AIM OF THE EXERCISE →
Go to the line below containing "What do you see at coordinates (734, 72)" and print exactly from there through the line containing "This screenshot has width=1250, height=703.", both included. Print nothing else.
· · · · ·
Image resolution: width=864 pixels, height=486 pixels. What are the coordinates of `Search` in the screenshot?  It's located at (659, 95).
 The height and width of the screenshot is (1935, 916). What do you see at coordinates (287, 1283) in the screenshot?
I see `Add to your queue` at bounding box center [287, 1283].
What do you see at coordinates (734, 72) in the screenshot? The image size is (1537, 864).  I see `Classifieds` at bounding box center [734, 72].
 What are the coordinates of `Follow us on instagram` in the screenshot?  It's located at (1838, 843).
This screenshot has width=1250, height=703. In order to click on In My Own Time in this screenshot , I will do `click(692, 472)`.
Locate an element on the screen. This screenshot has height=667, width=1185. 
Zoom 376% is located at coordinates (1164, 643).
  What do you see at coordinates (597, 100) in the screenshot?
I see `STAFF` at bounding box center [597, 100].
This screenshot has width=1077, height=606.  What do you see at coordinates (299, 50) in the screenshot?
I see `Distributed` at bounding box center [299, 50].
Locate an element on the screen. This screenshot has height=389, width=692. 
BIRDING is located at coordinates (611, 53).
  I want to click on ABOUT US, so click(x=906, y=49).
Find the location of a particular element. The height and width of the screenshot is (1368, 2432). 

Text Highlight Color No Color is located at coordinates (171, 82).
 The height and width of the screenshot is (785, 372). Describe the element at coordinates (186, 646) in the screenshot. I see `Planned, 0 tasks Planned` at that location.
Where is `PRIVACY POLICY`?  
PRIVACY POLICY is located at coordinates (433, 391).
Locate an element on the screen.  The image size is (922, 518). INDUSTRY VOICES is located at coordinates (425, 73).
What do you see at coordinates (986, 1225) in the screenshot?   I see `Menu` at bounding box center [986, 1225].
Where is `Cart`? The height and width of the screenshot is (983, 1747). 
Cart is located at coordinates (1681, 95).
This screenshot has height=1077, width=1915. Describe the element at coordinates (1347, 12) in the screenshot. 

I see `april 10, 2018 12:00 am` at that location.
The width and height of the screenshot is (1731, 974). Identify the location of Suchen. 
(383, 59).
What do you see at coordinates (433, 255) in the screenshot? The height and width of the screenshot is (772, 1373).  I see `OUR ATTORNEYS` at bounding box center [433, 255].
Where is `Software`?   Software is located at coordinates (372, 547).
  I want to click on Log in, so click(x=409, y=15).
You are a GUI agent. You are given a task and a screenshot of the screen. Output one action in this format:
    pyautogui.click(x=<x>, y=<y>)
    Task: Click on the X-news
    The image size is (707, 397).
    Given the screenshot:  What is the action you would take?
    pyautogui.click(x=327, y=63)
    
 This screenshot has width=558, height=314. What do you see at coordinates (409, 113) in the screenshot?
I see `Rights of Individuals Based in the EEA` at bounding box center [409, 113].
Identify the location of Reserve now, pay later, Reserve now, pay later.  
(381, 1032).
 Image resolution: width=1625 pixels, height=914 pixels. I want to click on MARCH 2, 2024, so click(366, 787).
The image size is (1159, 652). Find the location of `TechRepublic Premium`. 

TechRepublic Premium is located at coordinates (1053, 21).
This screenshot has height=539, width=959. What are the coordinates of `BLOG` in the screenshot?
· · · · ·
YOUR RESPONSE →
What do you see at coordinates (734, 72) in the screenshot? The image size is (1537, 864).  I see `Classifieds` at bounding box center [734, 72].
 What are the coordinates of `Follow us on instagram` in the screenshot?  It's located at (1838, 843).
This screenshot has width=1250, height=703. In order to click on In My Own Time in this screenshot , I will do `click(692, 472)`.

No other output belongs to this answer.